Step 4: Write and send the first follow-up (15 minutes)

  1. Add an Email module (Gmail, Outlook, or SMTP)
  2. Set the recipient to the email from the form submission
  3. Write your follow-up message before you wire it up. Keep it short:

Subject: Following up on your inquiry

Hey [name],

Just wanted to make sure my last message didn’t get buried. Happy to answer any questions you have — just hit reply.

[your name]

  1. Map the name field from the webhook data

Step 5: Add another delay + second follow-up (10 minutes)

  1. Add another Sleep module → 3 days
  2. Add another Email module with a different message:

Subject: Quick thought on [their problem]

Hey [name],

I was thinking about [specific thing they mentioned]. Here’s a quick tip: [one useful thing].

If you want to chat more, I’m around.

[your name]

Step 6: Final check-in (10 minutes)

  1. Sleep → 4 days
  2. Email — the last one:

Subject: Last note from me

Hey [name],

I don’t want to clog your inbox, so this is my last follow-up. If you’d like to pick things up later, just reply whenever works. No pressure.

[your name]

Step 7: Test it on yourself (15 minutes)

  1. Turn the scenario ON
  2. Submit your own email through the form
  3. Wait for each email to arrive (or set sleep timers to 1 minute for testing)
  4. Check: did all 3 emails arrive? Were the names correct? Did the links work?

Step 8: Turn it on for real (2 minutes)

  1. Reset sleep timers to real delays (24 hours, 3 days, 4 days)
  2. Turn the scenario ON
  3. Done. Every new lead gets follow-ups. Forever.

Mistakes that break automations (and how to avoid them)

Don’t automate before you’ve written the message. Most people set up the tool first and write a lazy placeholder that never gets fixed. Write the email in a Google Doc first. Read it out loud. If it sounds like a robot wrote it, rewrite it.

Don’t use your main email address as the sender. Set up a separate address (like hello@yourbusiness.com). If something misfires and sends 40 follow-ups to one client, you want it to be from a sub-address you can explain.

Don’t skip the test run. I turned on my sequence and immediately got a follow-up email from myself. Embarrassing. Run the full flow on your own email before it touches a real client.

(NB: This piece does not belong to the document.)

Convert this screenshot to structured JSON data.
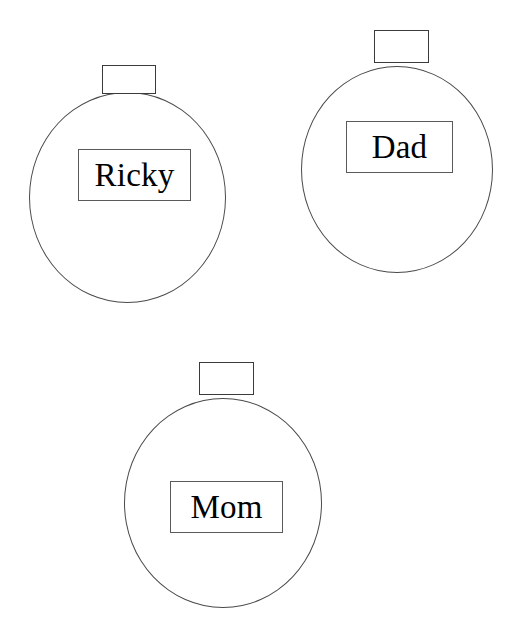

Don’t build a 7-step sequence on day one. Start with one follow-up at day 3. Complexity kills completion. Ship the simple version first — you can always add steps later.

Don’t assume the automation is running. Check it weekly for the first month. Free-tier tools can pause automations if you hit a limit. I learned this the hard way when building my first automation — the “test on yourself” lesson cost me an awkward afternoon.

What to do once it’s working

Once your 3-email sequence is running, you have two options:

Option A: Add a second follow-up at day 7. Maybe a case study, a testimonial, or a link to a relevant blog post. Something that adds value without asking for anything.

Option B: Log unresponsive leads to a tracker. Add a final step in Make: if no reply after 7 days, create a Notion card with the lead’s name, email, and what they asked about. Once a week, review the board and decide: personal phone call, or let it go. This is the same idea behind my automation pipeline — small automated steps that remove manual tracking.

This is where it connects to the tools I’m watching in 2026 — AI-powered follow-up that adjusts the message based on how the lead interacts is already here. But start with the simple version first.

The bottom line

Automating follow-ups isn’t about replacing yourself. It’s about making sure the stuff that matters actually gets done — even when you’re busy, tired, or elbow-deep in client work.

I built mine in an afternoon. It’s landed me 3 clients in the first month that I would have otherwise lost. The entire system costs me $0 on Make’s free tier.

You don’t need to be technical. You don’t need a developer. You need 90 minutes, Make.com, and the willingness to write 3 short emails.